Sara Ahmadi, 26, a former journalism student at Kabul University, said her family feared she was deported to Afghanistan – “the very places we risked everything to leave” – ​​since Trump’s administration stopped the reception of refugees.

“That fear now becomes a reality,” Mrs. Ahmadi said in a telephone conversation. Her mother worked in the capital of Kabula, Afghanistan, for children in crisis, a non -governmental organization that finances the United States. Their six -member family arrived in Islamabad in November 2021, hoping that they would eventually settle in the United States.

Were among the hundreds of thousands Afghans who fled Pakistan after downloading Taliban.

The spokesman for the Foreign Ministry of Foreign Affairs, Shafqat Ali Khan, recently said that almost 80,000 Afghan refugees left Pakistan in other countries, and that about 40,000 who had applied for the relocation elsewhere in Pakistan.

This includes approximately 15,000 who were waiting for the approval of the Refugee Refugee Program for the United States when Mr. Trump suspended it. A three -month suspension came into force on January 27; Trump’s administration did not indicate whether the relocation would eventually continue.

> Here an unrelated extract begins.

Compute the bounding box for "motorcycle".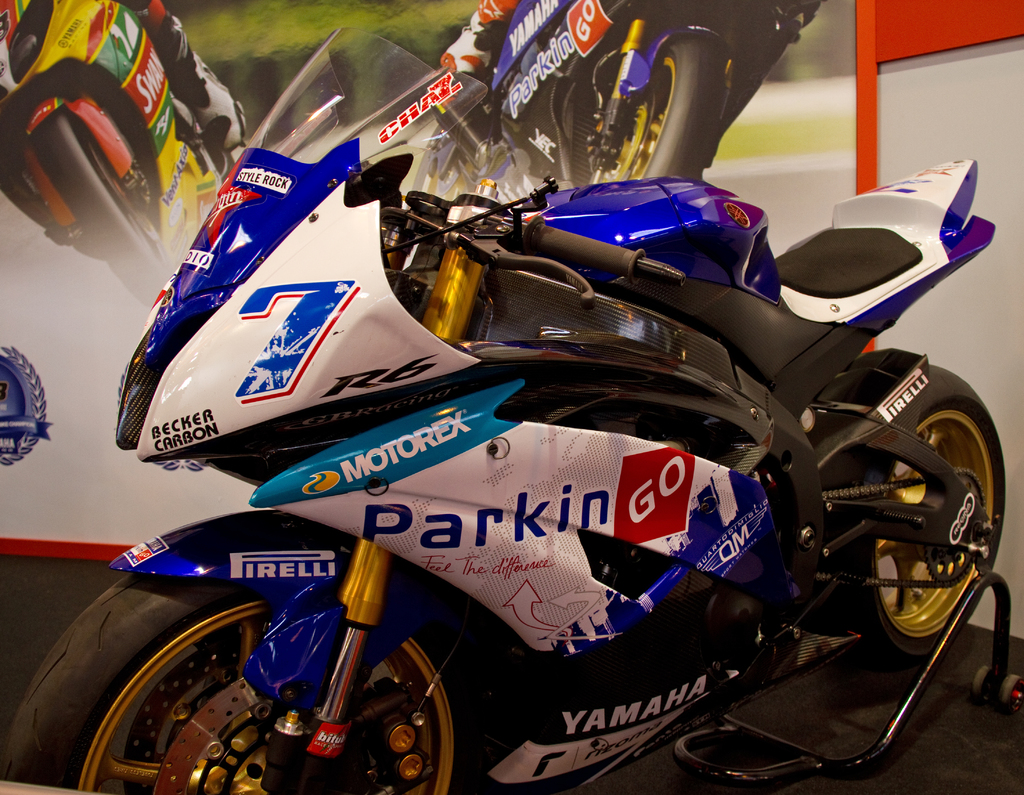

Pakistan forced hundreds of thousands of other Afghanists – both documented and unfathomable migrants, and even some who arrived in Pakistan for moving to Western countries – back to their home country because of Growing tension with taliban.

Pakistan accuses Taliban of drawing up Pakistani militants who behave cross -border attackswhich the Taliban denies. Pakistani authorities also often accuse Afghan nationals of involvement in terrorism.

UN Refugee Refugee Agency said the International Migration Organization said that from January 1st, from January 1st, there was an increase in the arrest of Afghan citizens in Islamabad and Rawalpindi, and more than 800 Afghans, including children, deported only from these two cities.

Mrs. Ahmadi said her family suffered police harassment and struggled with the relatively high cost of housing Islamabad for more than three years, while she remained hope that she would move to the United States.

“One midnight in December, police forcibly entered our house and treated us roughly,” she said. “It was a scary experience.”

But the suspension of Mr. Trump broke her optimism due to the reception of refugees, and the new Directive of Islamabad to evict Afghanistan refugees from the capital deepened her trouble, she said.

“For two decades, my family built a life in Afghanistan, only to be destroyed in one day when we were forced to leave everything behind in Kabul,” Mrs. Ahmadi said. “We endured all these difficulties in Islamabad with the hope that we would soon arrive in the United States and start a new life.”

“But they seem to have left us now,” she said.